ROME.- Gagosian is presenting new paintings by Stanley Whitney. Originally scheduled to open in April, but delayed by the pandemic, this is his first exhibition with the gallery and his first major exhibition in Rome, where he lived for five years during the 1990s. It features paintings produced both in New York and in the artists studio near Parma, Italy.
Whitneys vibrant abstract paintings unlock the linear structure of the grid, imbuing it with new and unexpected cadences of color, rhythm, and space. Deriving inspiration from sources as diverse as Piet Mondrian, free jazz, and American quilt making, Whitney composes with blocks and bars that articulate a chromatic call-and-response within the bounds of each canvas.
Whitney has spent decades experimenting with the seemingly limitless potential of a single compositional method, loosely dividing square canvases into multiple registers. The thinly applied oil paint retains his active brushwork and allows for a degree of transparency and tension at the borders between each rectilinear parcel of vivid color. In varying canvas sizes, he explores the shifting effects of his freehand geometries at both intimate and grand scales as he deftly lays down successive blocks of paint, heeding the call of each color.

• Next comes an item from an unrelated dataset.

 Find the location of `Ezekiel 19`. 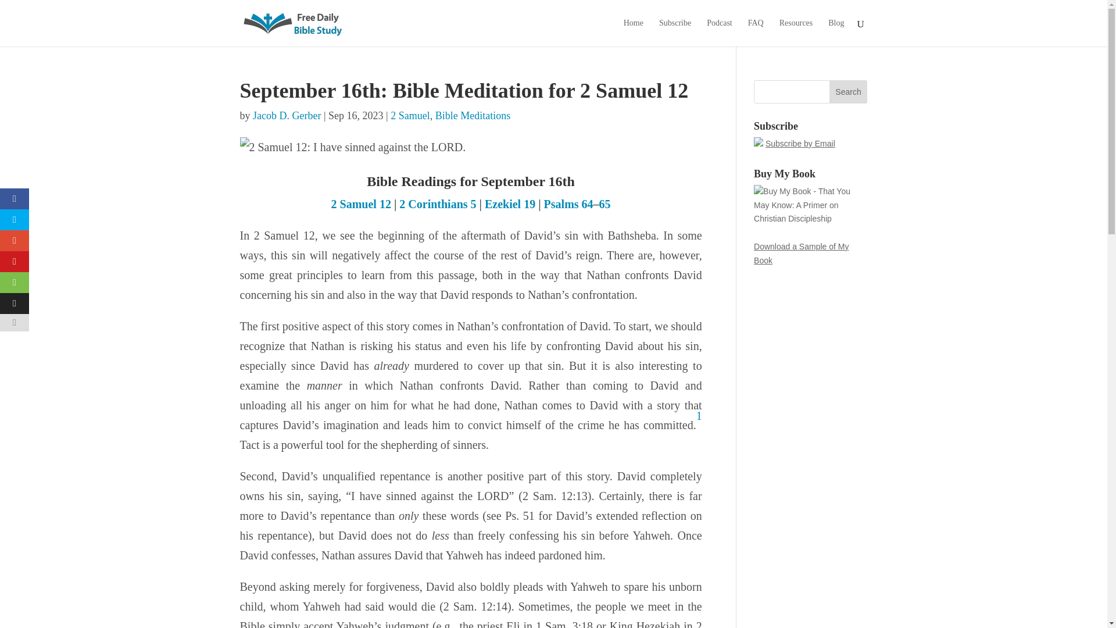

Although Whitney has been deeply invested in chromatic experimentation throughout his career, he consolidated his distinctive approach during a formative trip to Italy in 1992, shifting his compositions from untethered amorphous forms to the denser stacked arrangements that characterize his mature style. It was Roman art and architectureincluding the imposing facades of the Colosseum and the Palazzo Farnese and the stacked shelves of funerary urns on display at the National Etruscan Museumthat informed Whitneys nuanced understanding of the relationship between color and geometry.
Italy remains a central and enduring source of inspiration for Whitney, who spends his summers painting at his studio near Parma. When working there, he adapts his palette to the surrounding history, permitting muted colorsrounded beiges and browns, and Pompeiian redto assume prominence in his rich and varied compositions. These warm hues appear in full force in Bertacca 3 (2019), one of large canvases that Whitney painted in Italy. Here, he re-creates the shade of vermilion featured throughout the Boscoreale frescoes at the National Archaeological Museum in Naples, transposing this jewellike tone onto canvas in dense strips and lozenges of paint, then directly juxtaposing it against the cardinal red that he developed in the United States. Thus Whitneys intercultural chromatic contrasts create a dynamic interplay of space and mass, bringing the rhythms of the classical past into conversation with the active present.